Problem statement: Return every record exactly as it appears. Leave nothing out.

Material for this task:
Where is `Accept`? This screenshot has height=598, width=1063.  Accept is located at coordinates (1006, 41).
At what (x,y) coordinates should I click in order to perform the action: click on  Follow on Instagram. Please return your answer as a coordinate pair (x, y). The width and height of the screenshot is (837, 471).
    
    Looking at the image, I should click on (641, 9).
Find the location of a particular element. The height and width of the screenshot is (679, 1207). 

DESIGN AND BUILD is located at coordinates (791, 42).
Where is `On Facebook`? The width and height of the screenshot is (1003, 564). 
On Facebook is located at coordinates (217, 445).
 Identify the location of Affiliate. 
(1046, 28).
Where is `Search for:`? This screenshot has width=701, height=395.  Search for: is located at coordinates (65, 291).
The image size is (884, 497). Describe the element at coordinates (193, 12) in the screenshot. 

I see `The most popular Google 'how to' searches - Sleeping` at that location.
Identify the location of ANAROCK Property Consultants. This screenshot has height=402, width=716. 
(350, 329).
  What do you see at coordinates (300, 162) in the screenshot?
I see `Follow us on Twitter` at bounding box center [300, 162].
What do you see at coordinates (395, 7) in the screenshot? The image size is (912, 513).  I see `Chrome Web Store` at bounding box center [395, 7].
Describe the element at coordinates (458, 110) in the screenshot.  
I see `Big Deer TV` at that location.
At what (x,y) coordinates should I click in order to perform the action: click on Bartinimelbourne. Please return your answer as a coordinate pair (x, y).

Written answer:
Where is `Accept`? This screenshot has height=598, width=1063.  Accept is located at coordinates (1006, 41).
At what (x,y) coordinates should I click in order to perform the action: click on  Follow on Instagram. Please return your answer as a coordinate pair (x, y). The width and height of the screenshot is (837, 471).
    
    Looking at the image, I should click on (641, 9).
Find the location of a particular element. The height and width of the screenshot is (679, 1207). 

DESIGN AND BUILD is located at coordinates (791, 42).
Where is `On Facebook`? The width and height of the screenshot is (1003, 564). 
On Facebook is located at coordinates (217, 445).
 Identify the location of Affiliate. 
(1046, 28).
Where is `Search for:`? This screenshot has width=701, height=395.  Search for: is located at coordinates (65, 291).
The image size is (884, 497). Describe the element at coordinates (193, 12) in the screenshot. 

I see `The most popular Google 'how to' searches - Sleeping` at that location.
Identify the location of ANAROCK Property Consultants. This screenshot has height=402, width=716. 
(350, 329).
  What do you see at coordinates (300, 162) in the screenshot?
I see `Follow us on Twitter` at bounding box center [300, 162].
What do you see at coordinates (395, 7) in the screenshot? The image size is (912, 513).  I see `Chrome Web Store` at bounding box center [395, 7].
Describe the element at coordinates (458, 110) in the screenshot.  
I see `Big Deer TV` at that location.
At what (x,y) coordinates should I click in order to perform the action: click on Bartinimelbourne. Please return your answer as a coordinate pair (x, y).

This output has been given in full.